» **Extracted records**:
■ ■ ■

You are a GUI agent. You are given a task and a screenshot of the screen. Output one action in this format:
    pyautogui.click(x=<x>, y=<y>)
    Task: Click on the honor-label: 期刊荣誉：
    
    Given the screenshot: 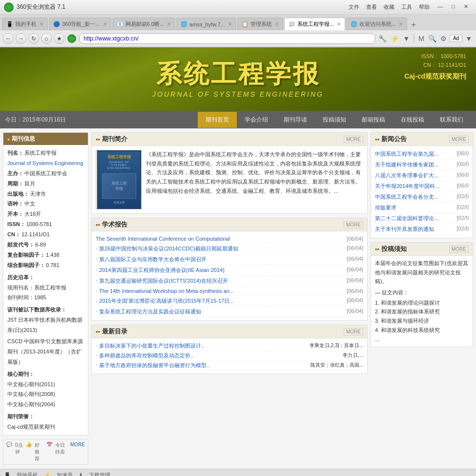 What is the action you would take?
    pyautogui.click(x=46, y=417)
    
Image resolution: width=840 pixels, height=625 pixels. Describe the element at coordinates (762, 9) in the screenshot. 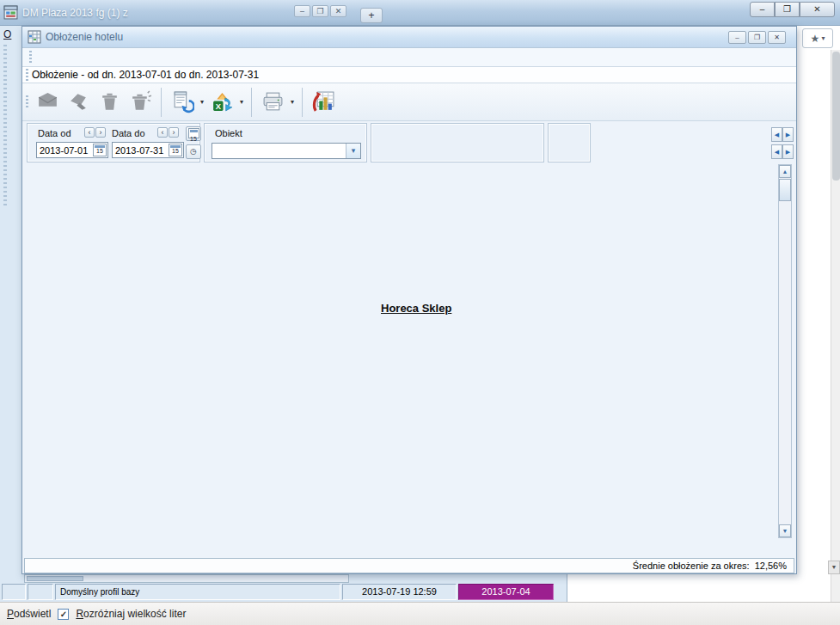

I see `browser-minimize-button: –` at that location.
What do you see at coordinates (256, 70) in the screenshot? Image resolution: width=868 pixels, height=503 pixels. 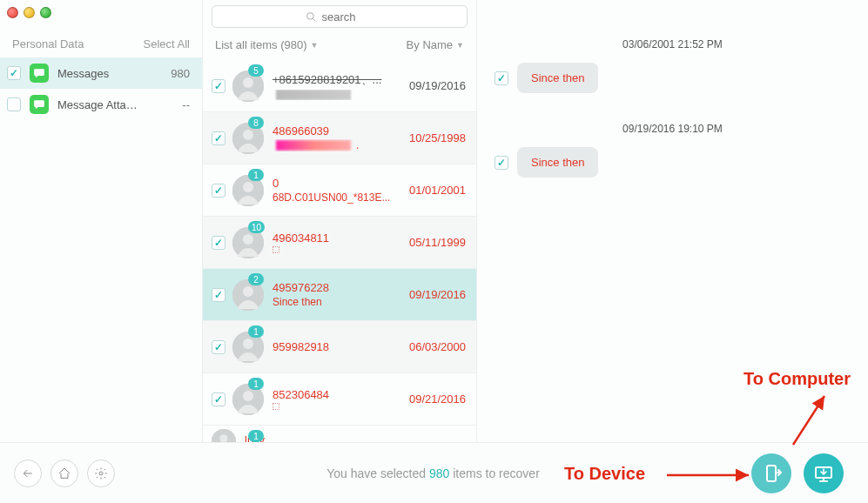 I see `unread-badge: 5` at bounding box center [256, 70].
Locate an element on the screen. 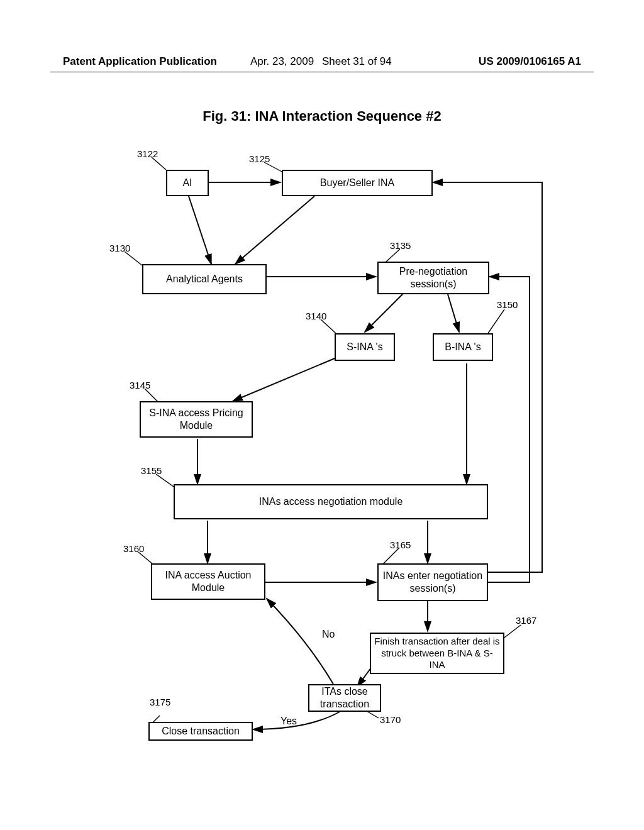  figure-title: Fig. 31: INA Interaction Sequence #2 is located at coordinates (322, 116).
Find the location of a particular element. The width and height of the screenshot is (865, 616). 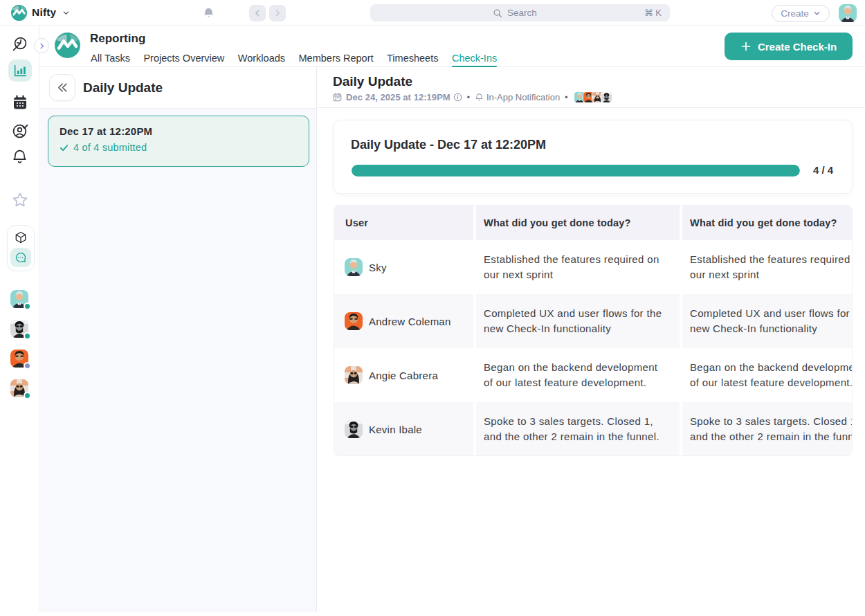

user-name: Kevin Ibale is located at coordinates (396, 429).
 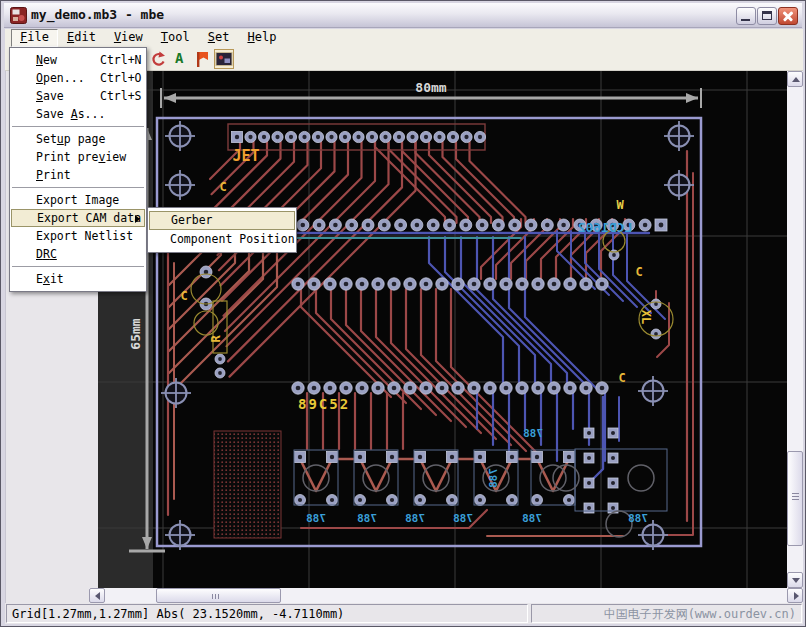 What do you see at coordinates (121, 60) in the screenshot?
I see `menu-shortcut: Ctrl+N` at bounding box center [121, 60].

■ ■ ■

» **WHAT YOU SHOULD DO**: Omit all pictures and write out, exactly, only the lines from the line containing "Find the location" through the last line of the entries above.

» **EXERCISE OUTPUT**:
Find the location of a particular element. The width and height of the screenshot is (865, 616). 

user-name: Kevin Ibale is located at coordinates (396, 429).
  What do you see at coordinates (121, 60) in the screenshot?
I see `menu-shortcut: Ctrl+N` at bounding box center [121, 60].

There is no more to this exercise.